The rules that define any medium at any particular point in time may vary in complexity, but they are still binding. If the medium you’re playing around in is space travel, you should probably pay strict attention to the rules we call the laws of physics. On the other hand if the medium you’re playing around in is abstract sculpture, you can pretty much do anything you want as long as it ends up being a physical object — or, if your intended audience is purely intellectual or academic, some non-physical or negative-space meta-commentary on physical objects. If you try to present an action painting as sculpture, however, you’re probably going to get confused looks, if not some serious push-back.
The tendency over time is for all mediums to become more plastic. Rules that were previously assumed to be inviolate are challenged by artists and craftspeople who chafe at those limitations, until ultimately all non-essential rules are pared away to reveal the bedrock foundation of the medium itself. Like sculpture, a painting is defined today simply as any application of paint to canvas, board or wall. It doesn’t matter whether a painting is abstract or representational: all that matters is that the materials being used are paint or some paint equivalent, but that clearly wasn’t always the case. This creative freedom for painters was hard-won over centuries, with each subsequent school balking at restrictions imposed by those who came before, until, ultimately, all rules of what defines a painting were abandoned in favor of unbridled creativity.
And yet, as with sculpture, rules still apply no matter how plastic a medium becomes. If what you call a painting is in fact a pumpkin sitting in a field then you’re objectively wrong. You can do anything you want with paint, you can paint anything you want, or paint on anything you want, but without paint (or its equivalent) you don’t have a painting.
Compared to painting, storytelling as a medium — even in the rarefied air of experimental literature — is and will always remain constrained by complex rules. Some of these rules are a result of the way human brains take in and process narrative information. Some are cultural rules that define the meaning of objects and people and places before they are redefined or repurposed by authors. Some are logical rules having to do with time and place and order, which can only be broken when some plausible new rule (time travel, say) replaces the assumed rules so the reader does not become lost. And there are of course rules defined by language.

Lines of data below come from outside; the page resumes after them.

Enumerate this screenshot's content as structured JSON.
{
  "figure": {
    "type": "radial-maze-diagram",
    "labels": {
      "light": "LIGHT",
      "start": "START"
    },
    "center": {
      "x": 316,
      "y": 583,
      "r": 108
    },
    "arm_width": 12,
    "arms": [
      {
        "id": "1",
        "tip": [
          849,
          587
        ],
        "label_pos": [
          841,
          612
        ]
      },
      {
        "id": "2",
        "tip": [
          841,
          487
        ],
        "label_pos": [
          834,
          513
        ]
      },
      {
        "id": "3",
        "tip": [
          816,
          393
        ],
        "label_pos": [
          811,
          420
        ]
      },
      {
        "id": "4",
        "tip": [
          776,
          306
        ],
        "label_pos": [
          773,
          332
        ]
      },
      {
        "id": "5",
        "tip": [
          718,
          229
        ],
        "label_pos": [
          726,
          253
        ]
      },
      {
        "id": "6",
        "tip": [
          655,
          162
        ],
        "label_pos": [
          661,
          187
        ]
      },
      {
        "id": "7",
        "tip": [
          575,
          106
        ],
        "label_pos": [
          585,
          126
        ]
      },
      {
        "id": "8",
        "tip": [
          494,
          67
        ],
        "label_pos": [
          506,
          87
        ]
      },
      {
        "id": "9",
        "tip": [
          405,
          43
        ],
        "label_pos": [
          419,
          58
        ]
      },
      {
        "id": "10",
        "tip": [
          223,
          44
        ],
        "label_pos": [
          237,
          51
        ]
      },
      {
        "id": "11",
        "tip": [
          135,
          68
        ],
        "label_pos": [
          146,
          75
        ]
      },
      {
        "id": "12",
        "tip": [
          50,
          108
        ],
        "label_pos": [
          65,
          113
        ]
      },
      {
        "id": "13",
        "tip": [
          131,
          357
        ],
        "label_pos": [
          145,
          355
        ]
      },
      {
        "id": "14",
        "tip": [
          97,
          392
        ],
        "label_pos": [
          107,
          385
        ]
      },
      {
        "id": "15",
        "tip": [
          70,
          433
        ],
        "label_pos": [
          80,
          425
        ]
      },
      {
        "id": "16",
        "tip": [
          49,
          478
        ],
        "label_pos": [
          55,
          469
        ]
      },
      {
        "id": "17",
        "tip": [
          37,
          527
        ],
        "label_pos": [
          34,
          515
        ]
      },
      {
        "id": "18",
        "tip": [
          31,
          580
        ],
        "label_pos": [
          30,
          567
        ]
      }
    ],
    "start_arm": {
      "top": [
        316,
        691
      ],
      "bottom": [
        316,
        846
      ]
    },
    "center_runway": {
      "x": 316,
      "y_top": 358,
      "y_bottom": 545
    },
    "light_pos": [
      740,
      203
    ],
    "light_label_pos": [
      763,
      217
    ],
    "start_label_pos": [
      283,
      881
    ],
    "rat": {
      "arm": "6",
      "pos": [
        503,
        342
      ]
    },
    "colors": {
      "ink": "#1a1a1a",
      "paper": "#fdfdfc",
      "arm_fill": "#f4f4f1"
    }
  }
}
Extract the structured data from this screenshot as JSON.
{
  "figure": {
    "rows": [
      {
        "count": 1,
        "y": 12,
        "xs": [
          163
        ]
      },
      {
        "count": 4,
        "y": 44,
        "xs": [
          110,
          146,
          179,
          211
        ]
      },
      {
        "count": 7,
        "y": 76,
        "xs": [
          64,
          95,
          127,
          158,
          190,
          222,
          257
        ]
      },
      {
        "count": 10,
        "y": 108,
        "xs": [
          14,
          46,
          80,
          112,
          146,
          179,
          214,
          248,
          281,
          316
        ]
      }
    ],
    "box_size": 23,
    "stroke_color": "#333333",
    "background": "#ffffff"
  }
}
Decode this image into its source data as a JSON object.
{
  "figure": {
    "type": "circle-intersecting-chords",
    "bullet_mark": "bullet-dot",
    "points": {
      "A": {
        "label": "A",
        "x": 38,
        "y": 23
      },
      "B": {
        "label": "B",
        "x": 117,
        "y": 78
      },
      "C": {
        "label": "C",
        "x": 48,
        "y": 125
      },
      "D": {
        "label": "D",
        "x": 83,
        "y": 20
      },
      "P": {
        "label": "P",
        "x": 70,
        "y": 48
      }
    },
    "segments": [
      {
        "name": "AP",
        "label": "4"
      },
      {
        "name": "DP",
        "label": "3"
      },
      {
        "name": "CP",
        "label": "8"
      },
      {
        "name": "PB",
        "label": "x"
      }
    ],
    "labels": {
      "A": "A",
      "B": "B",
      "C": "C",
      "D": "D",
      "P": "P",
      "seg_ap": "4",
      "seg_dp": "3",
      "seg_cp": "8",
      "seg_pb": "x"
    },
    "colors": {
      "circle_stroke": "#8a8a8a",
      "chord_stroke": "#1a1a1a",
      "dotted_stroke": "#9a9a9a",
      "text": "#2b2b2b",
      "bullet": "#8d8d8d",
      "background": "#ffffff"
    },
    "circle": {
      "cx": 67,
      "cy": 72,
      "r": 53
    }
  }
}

When authors say of literature that there are no rules, what they mean is that you can write about anything in any manner you see fit, as long as it pays off in the way you intend. If you see a literary objective and you need to break a specific rule to reach that goal you’re allowed to do it. What you’re not allowed to do is put ten thousand words in a blender, hit puree, and call that a story, or literature, or even a dictionary mash-up. If you do that with paint people may actually pay you for the result if you spew it on a canvas or sell it in gallon cans, but nobody is going to pay you for pureed words.